Source: ai-research/similarweb-app-explosion-after-ai-2026-06-30.md — Similarweb (https://www.similarweb.com/corp/reports/apps-ai-explosion-snapshot)
Similarweb’s report The App Explosion After AI: What it Means for Marketers argues that generative AI has pushed the app market into overdrive — making an app cheap to build, but harder than ever to win attention for. Monthly app releases are up 50% year over year (around 120,000 a month since early 2025), yet 75% of new Android apps never reach 1,000 downloads. The report’s thesis: creation is no longer the constraint — discovery and retention are. The full report is gated behind a download.
Key Takeaways
- Releases up 50% YoY — since early 2025, monthly app releases jumped 50% year over year, reaching around 120,000 a month. The market is bigger than it has ever been, but harder to win in than ever before.
- 75% of new Android apps don’t reach 1,000 downloads — more apps are appearing, but breakout success stays rare. Banner tagline: “AI created more apps than ever, but 75% won’t make it.”
- Discovery favors incumbents — AI is completely changing how users find apps, but discovery still favors the names people already know.
- Even top AI apps can’t retain — the biggest AI apps (Grok, ChatGPT) are struggling with retention, a signal that the real challenge lies in retention/discovery, not creation.
What It Means for Marketers
- Creation is cheap; discovery and retention are the bottleneck. AI made “building an app the easy part” — cutting through the noise is now the hard part, so marketing spend and effort should shift downstream of the build.
- Discovery still favors known names. As raw app supply explodes, incumbent and brand recognition matter more, not less — a new entrant has to overcome both more competitors and a discovery surface biased toward established names. ^[inferred]
- Retention, not launch, decides winners. If even Grok and ChatGPT struggle to keep users, smaller apps should treat retention metrics as the leading indicator of success rather than install volume. ^[inferred]
- Intended use: planning app campaigns, analyzing competitors, and deciding where to focus over the next six months.
Try It
- Download the gated report from Similarweb to ground app-campaign and competitive planning for the next two quarters.
- Audit your own funnel: if you are over-indexed on installs, reweight toward retention and reactivation given the report’s retention warning.
- Benchmark category leaders’ retention curves (not just download counts) before assuming a “winner” template to copy.
- Treat ASO and brand-led discovery as primary, not secondary, since discovery favors recognized names in an oversupplied market.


*Task objective*
In the entries below, the word "button" appears on some lines. Copy each of those lines.

Interface dataset entries
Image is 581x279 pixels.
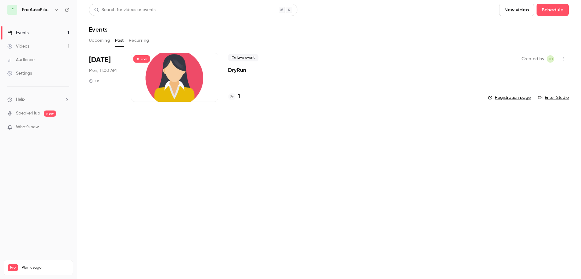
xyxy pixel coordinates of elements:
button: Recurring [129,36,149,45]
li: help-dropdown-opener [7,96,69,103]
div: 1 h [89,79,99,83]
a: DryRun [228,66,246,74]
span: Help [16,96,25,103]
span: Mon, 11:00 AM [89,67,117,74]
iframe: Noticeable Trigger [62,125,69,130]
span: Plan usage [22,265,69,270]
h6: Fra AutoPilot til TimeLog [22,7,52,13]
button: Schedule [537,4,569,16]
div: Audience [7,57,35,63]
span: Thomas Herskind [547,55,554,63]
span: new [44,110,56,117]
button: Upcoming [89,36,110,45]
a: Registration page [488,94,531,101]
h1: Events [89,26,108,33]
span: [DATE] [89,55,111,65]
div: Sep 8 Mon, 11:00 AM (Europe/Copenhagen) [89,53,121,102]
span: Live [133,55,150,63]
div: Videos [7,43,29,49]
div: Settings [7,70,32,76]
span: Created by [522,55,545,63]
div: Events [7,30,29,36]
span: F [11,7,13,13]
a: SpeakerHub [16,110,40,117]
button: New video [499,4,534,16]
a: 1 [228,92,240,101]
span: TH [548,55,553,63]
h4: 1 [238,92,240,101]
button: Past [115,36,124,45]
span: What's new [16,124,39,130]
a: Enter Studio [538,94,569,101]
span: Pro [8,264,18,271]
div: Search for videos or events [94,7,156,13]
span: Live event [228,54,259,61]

*Exercise response*
button: Recurring [129,36,149,45]
button: Schedule [537,4,569,16]
button: Upcoming [89,36,110,45]
button: New video [499,4,534,16]
button: Past [115,36,124,45]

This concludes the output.